Photo: Philadelphia Police Department / Courtesy

The trial began in Manhattan Supreme Court against Dr. Ricardo Cruciani, an Argentine neurologist accused of groping and sexually assaulting six female patients in New York, Jersey and Pennsylvania.

Cruciani, 67, faces charges of rape, sexual abuse and predatory sexual assaultmore than four years after his first arrest.

“Evil in a white coat” This is how Assistant District Attorney Shannon Lucey described Cruciani to the jury at the opening ceremony yesterday. She called him “a devious little man who could have used his highly intelligent ways for good instead of evil.”

The six alleged victims, “broken and complex” women, will testify in the trial, which is expected to last until the end of July, he said. New York Post.

“He built trust in each one of them. He pathologically knew his weaknesses, his vulnerabilities.”

Shannon Lucey, District Attorney

“Each one had a story, a behavior, a broken past that He made them his perfect victims.” Lucey said in her opening statement. “He built trust in each one of them. He pathologically knew his weaknesses, his vulnerabilities.”
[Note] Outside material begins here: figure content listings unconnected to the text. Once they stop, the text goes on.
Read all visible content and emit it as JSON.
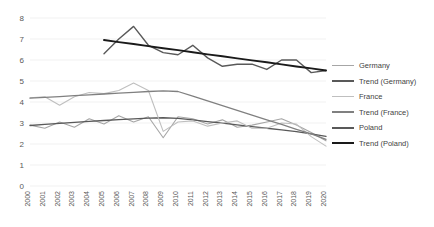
{
  "chart_data": {
    "type": "line",
    "title": "",
    "xlabel": "",
    "ylabel": "",
    "x": [
      2000,
      2001,
      2002,
      2003,
      2004,
      2005,
      2006,
      2007,
      2008,
      2009,
      2010,
      2011,
      2012,
      2013,
      2014,
      2015,
      2016,
      2017,
      2018,
      2019,
      2020
    ],
    "xlim": [
      2000,
      2020
    ],
    "ylim": [
      0,
      8
    ],
    "yticks": [
      0,
      1,
      2,
      3,
      4,
      5,
      6,
      7,
      8
    ],
    "grid": true,
    "legend_position": "right",
    "series": [
      {
        "name": "Germany",
        "color": "#a6a6a6",
        "width": 1.1,
        "values": [
          2.9,
          2.75,
          3.05,
          2.8,
          3.2,
          2.95,
          3.35,
          3.05,
          3.3,
          2.3,
          3.3,
          3.2,
          2.95,
          3.15,
          2.8,
          2.9,
          3.05,
          3.2,
          2.9,
          2.55,
          2.15
        ]
      },
      {
        "name": "Trend (Germany)",
        "color": "#595959",
        "width": 1.3,
        "values": [
          2.88,
          2.93,
          2.98,
          3.03,
          3.08,
          3.12,
          3.16,
          3.2,
          3.23,
          3.25,
          3.22,
          3.15,
          3.07,
          2.99,
          2.91,
          2.83,
          2.75,
          2.67,
          2.59,
          2.48,
          2.36
        ]
      },
      {
        "name": "France",
        "color": "#bfbfbf",
        "width": 1.1,
        "values": [
          4.2,
          4.25,
          3.85,
          4.25,
          4.45,
          4.4,
          4.55,
          4.9,
          4.55,
          2.6,
          3.05,
          3.1,
          2.85,
          3.0,
          3.1,
          2.75,
          2.75,
          3.0,
          2.95,
          2.35,
          1.9
        ]
      },
      {
        "name": "Trend (France)",
        "color": "#808080",
        "width": 1.3,
        "values": [
          4.18,
          4.22,
          4.26,
          4.3,
          4.34,
          4.38,
          4.42,
          4.46,
          4.5,
          4.53,
          4.5,
          4.28,
          4.05,
          3.83,
          3.6,
          3.38,
          3.15,
          2.93,
          2.7,
          2.48,
          2.22
        ]
      },
      {
        "name": "Poland",
        "color": "#595959",
        "width": 1.4,
        "start_index": 5,
        "values": [
          null,
          null,
          null,
          null,
          null,
          6.3,
          7.0,
          7.6,
          6.7,
          6.35,
          6.25,
          6.7,
          6.1,
          5.7,
          5.8,
          5.8,
          5.55,
          6.0,
          6.0,
          5.4,
          5.5
        ]
      },
      {
        "name": "Trend (Poland)",
        "color": "#1a1a1a",
        "width": 1.9,
        "start_index": 5,
        "values": [
          null,
          null,
          null,
          null,
          null,
          6.95,
          6.85,
          6.76,
          6.66,
          6.56,
          6.47,
          6.37,
          6.27,
          6.18,
          6.08,
          5.98,
          5.89,
          5.79,
          5.69,
          5.6,
          5.5
        ]
      }
    ],
    "legend": [
      {
        "label": "Germany",
        "color": "#a6a6a6",
        "width": 1.2
      },
      {
        "label": "Trend (Germany)",
        "color": "#595959",
        "width": 2.2
      },
      {
        "label": "France",
        "color": "#bfbfbf",
        "width": 1.2
      },
      {
        "label": "Trend (France)",
        "color": "#808080",
        "width": 2.0
      },
      {
        "label": "Poland",
        "color": "#595959",
        "width": 2.2
      },
      {
        "label": "Trend (Poland)",
        "color": "#1a1a1a",
        "width": 2.6
      }
    ]
  }
}
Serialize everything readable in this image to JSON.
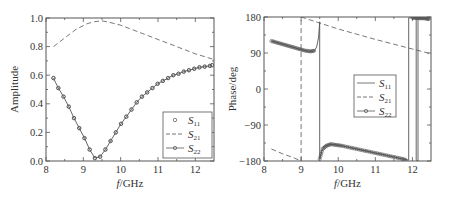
{
  "chart_data": [
    {
      "type": "line",
      "panel": "left",
      "title": "",
      "xlabel": "f/GHz",
      "ylabel": "Amplitude",
      "xlim": [
        8,
        12.5
      ],
      "ylim": [
        0,
        1.0
      ],
      "xticks": [
        8,
        9,
        10,
        11,
        12
      ],
      "xtick_labels": [
        "8",
        "9",
        "10",
        "11",
        "12"
      ],
      "yticks": [
        0,
        0.2,
        0.4,
        0.6,
        0.8,
        1.0
      ],
      "ytick_labels": [
        "0.0",
        "0.2",
        "0.4",
        "0.6",
        "0.8",
        "1.0"
      ],
      "grid": false,
      "legend_position": "lower right",
      "series": [
        {
          "name": "S11",
          "label_main": "S",
          "label_sub": "11",
          "style": "markers-only",
          "x": [
            8.2,
            8.33,
            8.47,
            8.61,
            8.75,
            8.89,
            9.03,
            9.17,
            9.31,
            9.45,
            9.59,
            9.73,
            9.87,
            10.01,
            10.15,
            10.29,
            10.43,
            10.57,
            10.71,
            10.85,
            10.99,
            11.13,
            11.27,
            11.41,
            11.55,
            11.69,
            11.83,
            11.97,
            12.11,
            12.25,
            12.39,
            12.45
          ],
          "y": [
            0.58,
            0.51,
            0.45,
            0.38,
            0.3,
            0.23,
            0.16,
            0.08,
            0.02,
            0.03,
            0.08,
            0.14,
            0.2,
            0.26,
            0.31,
            0.36,
            0.41,
            0.45,
            0.48,
            0.51,
            0.54,
            0.56,
            0.58,
            0.6,
            0.61,
            0.625,
            0.635,
            0.645,
            0.655,
            0.66,
            0.665,
            0.67
          ]
        },
        {
          "name": "S21",
          "label_main": "S",
          "label_sub": "21",
          "style": "dashed",
          "x": [
            8.2,
            8.5,
            8.8,
            9.1,
            9.3,
            9.5,
            9.7,
            10.0,
            10.5,
            11.0,
            11.5,
            12.0,
            12.5
          ],
          "y": [
            0.8,
            0.86,
            0.92,
            0.96,
            0.975,
            0.98,
            0.97,
            0.95,
            0.9,
            0.85,
            0.8,
            0.75,
            0.71
          ]
        },
        {
          "name": "S22",
          "label_main": "S",
          "label_sub": "22",
          "style": "line-markers",
          "x": [
            8.2,
            8.33,
            8.47,
            8.61,
            8.75,
            8.89,
            9.03,
            9.17,
            9.31,
            9.45,
            9.59,
            9.73,
            9.87,
            10.01,
            10.15,
            10.29,
            10.43,
            10.57,
            10.71,
            10.85,
            10.99,
            11.13,
            11.27,
            11.41,
            11.55,
            11.69,
            11.83,
            11.97,
            12.11,
            12.25,
            12.39,
            12.45
          ],
          "y": [
            0.58,
            0.51,
            0.45,
            0.38,
            0.3,
            0.23,
            0.16,
            0.08,
            0.02,
            0.03,
            0.08,
            0.14,
            0.2,
            0.26,
            0.31,
            0.36,
            0.41,
            0.45,
            0.48,
            0.51,
            0.54,
            0.56,
            0.58,
            0.6,
            0.61,
            0.625,
            0.635,
            0.645,
            0.655,
            0.66,
            0.665,
            0.67
          ]
        }
      ]
    },
    {
      "type": "line",
      "panel": "right",
      "title": "",
      "xlabel": "f/GHz",
      "ylabel": "Phase/deg",
      "xlim": [
        8,
        12.5
      ],
      "ylim": [
        -180,
        180
      ],
      "xticks": [
        8,
        9,
        10,
        11,
        12
      ],
      "xtick_labels": [
        "8",
        "9",
        "10",
        "11",
        "12"
      ],
      "yticks": [
        -180,
        -90,
        0,
        90,
        180
      ],
      "ytick_labels": [
        "−180",
        "−90",
        "0",
        "90",
        "180"
      ],
      "grid": false,
      "legend_position": "center right",
      "series": [
        {
          "name": "S11",
          "label_main": "S",
          "label_sub": "11",
          "style": "solid",
          "segments": [
            {
              "x": [
                8.2,
                8.5,
                8.8,
                9.0,
                9.2,
                9.35,
                9.42,
                9.47,
                9.5
              ],
              "y": [
                120,
                112,
                104,
                98,
                94,
                95,
                105,
                130,
                168
              ]
            },
            {
              "x": [
                9.5,
                9.5
              ],
              "y": [
                168,
                -175
              ]
            },
            {
              "x": [
                9.5,
                9.55,
                9.65,
                9.8,
                10.0,
                10.5,
                11.0,
                11.5,
                11.9
              ],
              "y": [
                -175,
                -155,
                -142,
                -138,
                -140,
                -150,
                -160,
                -170,
                -178
              ]
            },
            {
              "x": [
                11.9,
                11.9
              ],
              "y": [
                -178,
                178
              ]
            },
            {
              "x": [
                11.9,
                12.1
              ],
              "y": [
                178,
                178
              ]
            },
            {
              "x": [
                12.1,
                12.1
              ],
              "y": [
                178,
                -178
              ]
            },
            {
              "x": [
                12.1,
                12.15
              ],
              "y": [
                -178,
                -180
              ]
            },
            {
              "x": [
                12.15,
                12.15
              ],
              "y": [
                -180,
                180
              ]
            },
            {
              "x": [
                12.15,
                12.45
              ],
              "y": [
                178,
                175
              ]
            }
          ]
        },
        {
          "name": "S21",
          "label_main": "S",
          "label_sub": "21",
          "style": "dashed",
          "segments": [
            {
              "x": [
                8.2,
                8.5,
                8.8,
                9.0
              ],
              "y": [
                -150,
                -162,
                -172,
                -180
              ]
            },
            {
              "x": [
                9.0,
                9.0
              ],
              "y": [
                -180,
                180
              ]
            },
            {
              "x": [
                9.0,
                9.5,
                10.0,
                10.5,
                11.0,
                11.5,
                12.0,
                12.5
              ],
              "y": [
                180,
                165,
                150,
                137,
                124,
                112,
                100,
                88
              ]
            }
          ]
        },
        {
          "name": "S22",
          "label_main": "S",
          "label_sub": "22",
          "style": "line-markers",
          "segments": [
            {
              "x": [
                8.2,
                8.35,
                8.5,
                8.65,
                8.8,
                8.95,
                9.1,
                9.25,
                9.38
              ],
              "y": [
                120,
                116,
                112,
                108,
                104,
                100,
                96,
                94,
                96
              ]
            },
            {
              "x": [
                9.5,
                9.58,
                9.68,
                9.8,
                9.95,
                10.1,
                10.3,
                10.5,
                10.7,
                10.9,
                11.1,
                11.3,
                11.5,
                11.7,
                11.85
              ],
              "y": [
                -175,
                -150,
                -142,
                -138,
                -140,
                -142,
                -146,
                -150,
                -154,
                -158,
                -162,
                -166,
                -170,
                -174,
                -178
              ]
            },
            {
              "x": [
                12.0,
                12.1,
                12.2,
                12.3,
                12.4,
                12.45
              ],
              "y": [
                178,
                178,
                177,
                177,
                176,
                175
              ]
            }
          ]
        }
      ]
    }
  ]
}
Cruciani used his medical skills to obtain sexual favors from up to 17 women for more than a decade, the police said when he went arrested in February 2018 and again in October 2021. Before that he was a noted physician, serving as chairman of the department of neurology at the Drexel University, in Philadelphia.

In all, a federal indictment says Cruciani abused multiple patients over 15 years at his offices in New York City, Philadelphia, and Hopewell (NJ). According to the complaint, he targeted female patients who depended on him for care and prescriptions. addictive opioidsconverting the massages and hugs into gradually more invasive physical attacks and sexual demands.

If certain victims refused to engage in sexual acts, he retaliated by referring them to another medical provider who would not prescribe the same combinations or amounts of painkillers, according to the indictment.

“The sexually abusive conduct included, among other things, forced kissing, touching the victims’ breasts and genitalia, oral sexual acts, vaginal intercourse, and attempted anal intercourse,” the prosecution stated.

Lost his license to practice medicine and had to register as a sex offender after pleading guilty in Pennsylvania in 2018. Additionally, more than a dozen women were suing Cruciani and the health systems that employed him.